DC spends the second most and is second to last in performance as measured by test scores. New Jersey spends the most and is 29th. Minnesota is first and spends 27th. Iowa is second and spends 30th. If rural Iowa can be second spending $6,000 per student why is Georgia last despite spending a similar number.

If you still believe that MONEY is the answer, then lets look at a hypothetical example. If Twiggs County spends $6,000 per student and we decide to let some students take $4,000 instead to go to Catholic school wouldn't you have $2,000 left to spend on the other public school students? Shouldn't that make everyone happy?

It is possible in very small school systems some consolidation would occur as enrollment decreased. Some sparsely populated south Georgia counties combined high schools years ago without catastrophic results.
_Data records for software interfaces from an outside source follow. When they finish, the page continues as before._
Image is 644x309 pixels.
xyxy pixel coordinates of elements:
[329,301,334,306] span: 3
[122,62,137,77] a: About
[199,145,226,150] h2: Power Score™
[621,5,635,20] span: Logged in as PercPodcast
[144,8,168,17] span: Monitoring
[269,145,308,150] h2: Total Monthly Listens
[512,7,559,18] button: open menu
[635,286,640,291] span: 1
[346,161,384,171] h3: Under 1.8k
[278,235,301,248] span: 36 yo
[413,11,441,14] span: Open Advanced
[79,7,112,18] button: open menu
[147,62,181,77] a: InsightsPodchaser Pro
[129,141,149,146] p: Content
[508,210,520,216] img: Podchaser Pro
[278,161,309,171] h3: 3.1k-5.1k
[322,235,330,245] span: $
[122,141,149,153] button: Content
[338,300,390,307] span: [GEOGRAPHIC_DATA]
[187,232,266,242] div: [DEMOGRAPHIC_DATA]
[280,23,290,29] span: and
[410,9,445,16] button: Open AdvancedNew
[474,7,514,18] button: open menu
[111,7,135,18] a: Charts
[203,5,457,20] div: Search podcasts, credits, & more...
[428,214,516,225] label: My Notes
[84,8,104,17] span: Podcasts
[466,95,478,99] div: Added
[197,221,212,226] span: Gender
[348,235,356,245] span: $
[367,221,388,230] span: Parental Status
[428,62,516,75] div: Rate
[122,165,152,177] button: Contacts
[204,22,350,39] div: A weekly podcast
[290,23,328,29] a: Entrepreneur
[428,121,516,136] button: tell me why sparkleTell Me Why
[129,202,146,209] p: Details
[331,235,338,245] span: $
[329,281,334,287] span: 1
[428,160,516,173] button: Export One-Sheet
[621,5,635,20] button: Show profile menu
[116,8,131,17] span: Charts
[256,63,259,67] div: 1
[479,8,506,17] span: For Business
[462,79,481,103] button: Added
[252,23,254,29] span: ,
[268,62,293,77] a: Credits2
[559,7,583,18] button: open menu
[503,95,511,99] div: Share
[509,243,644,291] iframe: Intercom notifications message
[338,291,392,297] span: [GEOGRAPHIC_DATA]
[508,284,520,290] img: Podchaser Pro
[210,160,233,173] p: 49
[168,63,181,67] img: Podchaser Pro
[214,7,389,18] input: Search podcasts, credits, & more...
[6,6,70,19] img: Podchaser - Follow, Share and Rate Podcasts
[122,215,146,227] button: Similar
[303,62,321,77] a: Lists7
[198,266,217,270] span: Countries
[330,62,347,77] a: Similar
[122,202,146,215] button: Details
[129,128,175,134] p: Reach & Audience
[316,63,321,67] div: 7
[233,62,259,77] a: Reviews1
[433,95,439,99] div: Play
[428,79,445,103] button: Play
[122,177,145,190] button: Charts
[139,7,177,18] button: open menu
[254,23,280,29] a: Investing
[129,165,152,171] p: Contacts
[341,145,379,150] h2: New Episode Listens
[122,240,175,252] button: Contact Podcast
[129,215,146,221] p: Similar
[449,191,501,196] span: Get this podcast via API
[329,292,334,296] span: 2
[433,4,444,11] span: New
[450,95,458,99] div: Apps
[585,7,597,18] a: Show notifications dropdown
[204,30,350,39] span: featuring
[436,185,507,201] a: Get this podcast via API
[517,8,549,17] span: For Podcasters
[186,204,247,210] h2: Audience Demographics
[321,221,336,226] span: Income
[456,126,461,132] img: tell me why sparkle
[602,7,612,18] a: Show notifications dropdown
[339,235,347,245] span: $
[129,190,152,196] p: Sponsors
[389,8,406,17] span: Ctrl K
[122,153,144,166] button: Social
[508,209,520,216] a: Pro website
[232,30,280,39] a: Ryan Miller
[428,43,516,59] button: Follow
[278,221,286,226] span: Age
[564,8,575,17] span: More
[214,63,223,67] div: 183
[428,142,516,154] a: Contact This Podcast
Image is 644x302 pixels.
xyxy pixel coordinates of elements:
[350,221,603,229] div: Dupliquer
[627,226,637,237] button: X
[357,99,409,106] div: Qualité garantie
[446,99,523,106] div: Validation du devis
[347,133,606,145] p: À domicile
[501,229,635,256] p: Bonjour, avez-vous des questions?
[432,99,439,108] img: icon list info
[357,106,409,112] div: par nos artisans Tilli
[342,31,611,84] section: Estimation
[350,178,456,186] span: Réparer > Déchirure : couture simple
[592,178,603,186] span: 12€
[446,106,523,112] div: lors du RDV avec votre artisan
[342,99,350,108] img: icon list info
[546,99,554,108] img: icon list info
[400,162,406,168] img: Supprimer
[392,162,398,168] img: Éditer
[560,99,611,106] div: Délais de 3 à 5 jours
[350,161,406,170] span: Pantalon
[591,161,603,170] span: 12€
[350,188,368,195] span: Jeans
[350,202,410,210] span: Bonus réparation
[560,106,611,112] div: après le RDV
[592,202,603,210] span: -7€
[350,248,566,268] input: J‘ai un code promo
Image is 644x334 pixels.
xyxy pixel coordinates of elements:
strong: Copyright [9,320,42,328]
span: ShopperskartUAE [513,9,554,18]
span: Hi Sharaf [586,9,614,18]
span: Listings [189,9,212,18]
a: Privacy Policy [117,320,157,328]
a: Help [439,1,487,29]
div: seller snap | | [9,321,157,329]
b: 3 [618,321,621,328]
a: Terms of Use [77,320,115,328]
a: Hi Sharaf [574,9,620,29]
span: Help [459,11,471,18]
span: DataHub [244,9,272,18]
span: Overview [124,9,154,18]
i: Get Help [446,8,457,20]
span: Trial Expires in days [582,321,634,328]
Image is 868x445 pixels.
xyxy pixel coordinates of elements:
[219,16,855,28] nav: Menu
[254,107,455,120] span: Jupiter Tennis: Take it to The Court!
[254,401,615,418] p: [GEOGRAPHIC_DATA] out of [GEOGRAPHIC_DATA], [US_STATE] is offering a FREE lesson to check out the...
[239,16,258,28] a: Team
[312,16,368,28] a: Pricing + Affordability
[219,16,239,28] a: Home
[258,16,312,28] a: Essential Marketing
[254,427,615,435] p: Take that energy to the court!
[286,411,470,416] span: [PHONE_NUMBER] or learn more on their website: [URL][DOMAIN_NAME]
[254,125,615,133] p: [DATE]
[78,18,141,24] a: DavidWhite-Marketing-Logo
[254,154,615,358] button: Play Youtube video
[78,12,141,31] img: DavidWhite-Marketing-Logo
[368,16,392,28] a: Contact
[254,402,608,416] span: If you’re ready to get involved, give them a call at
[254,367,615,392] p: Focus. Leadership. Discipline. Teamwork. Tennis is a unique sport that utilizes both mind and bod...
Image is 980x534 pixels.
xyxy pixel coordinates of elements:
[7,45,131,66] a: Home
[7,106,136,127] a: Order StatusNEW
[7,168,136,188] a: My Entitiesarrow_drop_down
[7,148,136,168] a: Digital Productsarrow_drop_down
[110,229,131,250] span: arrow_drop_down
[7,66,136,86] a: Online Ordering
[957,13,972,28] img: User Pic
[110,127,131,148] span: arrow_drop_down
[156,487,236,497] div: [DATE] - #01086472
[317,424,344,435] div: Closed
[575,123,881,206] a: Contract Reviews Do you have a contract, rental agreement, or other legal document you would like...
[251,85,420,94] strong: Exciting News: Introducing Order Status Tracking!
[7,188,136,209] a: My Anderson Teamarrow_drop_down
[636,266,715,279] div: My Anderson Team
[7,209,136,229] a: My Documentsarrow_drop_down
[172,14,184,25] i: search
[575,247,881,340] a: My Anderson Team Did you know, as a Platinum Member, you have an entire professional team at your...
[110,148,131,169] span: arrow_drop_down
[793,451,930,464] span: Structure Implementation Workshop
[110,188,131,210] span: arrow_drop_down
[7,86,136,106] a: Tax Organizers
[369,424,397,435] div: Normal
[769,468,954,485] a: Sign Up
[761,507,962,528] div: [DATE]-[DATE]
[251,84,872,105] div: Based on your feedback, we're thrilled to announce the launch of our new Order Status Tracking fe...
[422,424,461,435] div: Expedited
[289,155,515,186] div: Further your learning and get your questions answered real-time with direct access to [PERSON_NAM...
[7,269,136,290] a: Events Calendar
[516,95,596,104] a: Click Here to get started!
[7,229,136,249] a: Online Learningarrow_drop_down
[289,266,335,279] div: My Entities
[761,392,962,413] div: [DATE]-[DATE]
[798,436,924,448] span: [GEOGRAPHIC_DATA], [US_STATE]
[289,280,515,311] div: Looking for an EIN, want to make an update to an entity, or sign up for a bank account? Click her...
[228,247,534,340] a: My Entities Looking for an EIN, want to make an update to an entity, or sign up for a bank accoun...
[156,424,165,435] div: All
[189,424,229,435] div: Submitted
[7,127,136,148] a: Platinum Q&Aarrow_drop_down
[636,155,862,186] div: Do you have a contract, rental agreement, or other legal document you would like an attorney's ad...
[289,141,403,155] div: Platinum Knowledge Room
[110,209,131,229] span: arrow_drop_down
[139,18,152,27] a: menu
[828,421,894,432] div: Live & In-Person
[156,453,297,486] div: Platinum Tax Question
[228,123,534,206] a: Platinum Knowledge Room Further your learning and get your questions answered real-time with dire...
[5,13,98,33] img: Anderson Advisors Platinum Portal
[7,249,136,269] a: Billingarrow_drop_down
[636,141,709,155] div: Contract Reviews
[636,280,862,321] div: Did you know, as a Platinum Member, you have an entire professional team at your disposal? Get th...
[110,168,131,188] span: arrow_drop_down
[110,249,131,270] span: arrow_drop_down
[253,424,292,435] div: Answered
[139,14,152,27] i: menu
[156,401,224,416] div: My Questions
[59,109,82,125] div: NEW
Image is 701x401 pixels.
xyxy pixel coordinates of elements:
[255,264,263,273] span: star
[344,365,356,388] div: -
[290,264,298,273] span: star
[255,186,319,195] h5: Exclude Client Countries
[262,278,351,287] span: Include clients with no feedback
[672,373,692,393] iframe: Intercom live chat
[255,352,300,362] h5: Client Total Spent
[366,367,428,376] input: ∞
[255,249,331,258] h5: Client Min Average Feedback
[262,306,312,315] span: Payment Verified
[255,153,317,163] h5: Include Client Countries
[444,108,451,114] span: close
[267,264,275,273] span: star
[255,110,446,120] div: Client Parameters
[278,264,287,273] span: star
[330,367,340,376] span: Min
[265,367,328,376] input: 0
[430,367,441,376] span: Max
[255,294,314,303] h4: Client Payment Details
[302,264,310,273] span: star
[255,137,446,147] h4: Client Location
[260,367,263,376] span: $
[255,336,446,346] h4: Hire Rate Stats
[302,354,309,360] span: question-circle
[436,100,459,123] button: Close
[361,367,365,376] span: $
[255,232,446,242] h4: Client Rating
But I still don't understand how the racists could possibly be doing such a great job in making the students in DC so dumb (note sarcasm). The reason I bring up the Black Mayor is because DC is completely run by blacks all the way to the top. I can understand how one might think that at a white school with white teachers in Snellville blacks are being discriminated against, but in black schools with black teachers and almost unparalleled MONEY how can racists possibly be keeping the students from learning to read and write? Are the black teachers racist? Is the money racist? Are the mathematics lessons racist? Is the classroom racist? What part of the system has this deep racism and why doesn't it affect black students at P.S. 161 in Brooklyn (see below)?

I find it odd that the very black (and white) leaders that oppose vouchers are the ones who send their kids to private schools. Do you think Jesse Jackson's son went to Private School? Did Chelsea Clinton? Jesse's son went to the finest private school in DC.

Samuel Casey Carter published a study of 21 High-Performing Poverty Schools.

One of the public schools he studied was P.S. 161 in Brooklyn, N.Y. When principal Irwin Kurz first came to P.S. 161 in 1988, its test scores ranked in the bottom 25th percentile in Brooklyn's 17th District. Today, P.S. 161 ranks as the best in the district and 40th out of 674 elementary schools in New York City. P.S. 161 packs 35 students to a classroom and 98 percent of its students are from low-income families, but the teachers make neither class size, poverty nor anything else an excuse for poor performance. Its principal, Irwin Kurz, says, "It's a lot of garbage that poor kids can't succeed."

I do agree that we need more information about Georgia's public schools so I will try to dig up some more info on them.

In case you are interested, I think that the ultimate reason most students perform poorly is that their parents (more often than not parent - no 's') expect little from them. And that's what they get.
 
Re: Beeware\'s recruiting concerns....

Originally posted by GTCrew:

In case you are interested, I think that the ultimate reason most students perform poorly is that their parents (more often than not parent - no 's') expect little from them. And that's what they get.
<font size="2" face="Arial, Verdana, Sans-Serif">Lot of truth in this statement. If you ask yourself why some parents don't expect much, and why others, (like yours, for instance), do, I think you'll be a lot closer to understanding what racism is and what it has done for generations.

By the way, I didn't say money was the answer, I said that too little of it is a problem in many Georgia schools.
 
Re: Beeware\'s recruiting concerns....

I thought this was the "football" board!!!!! Next thing ya'll be talking religion here too. Let's get back to GT and WF this saturday. I personally don't care if we recruit 25 kids from New Jersey if they're better than the Georgia kids and can qualify and do the classroom work.Let's get the best players no matter where they're from!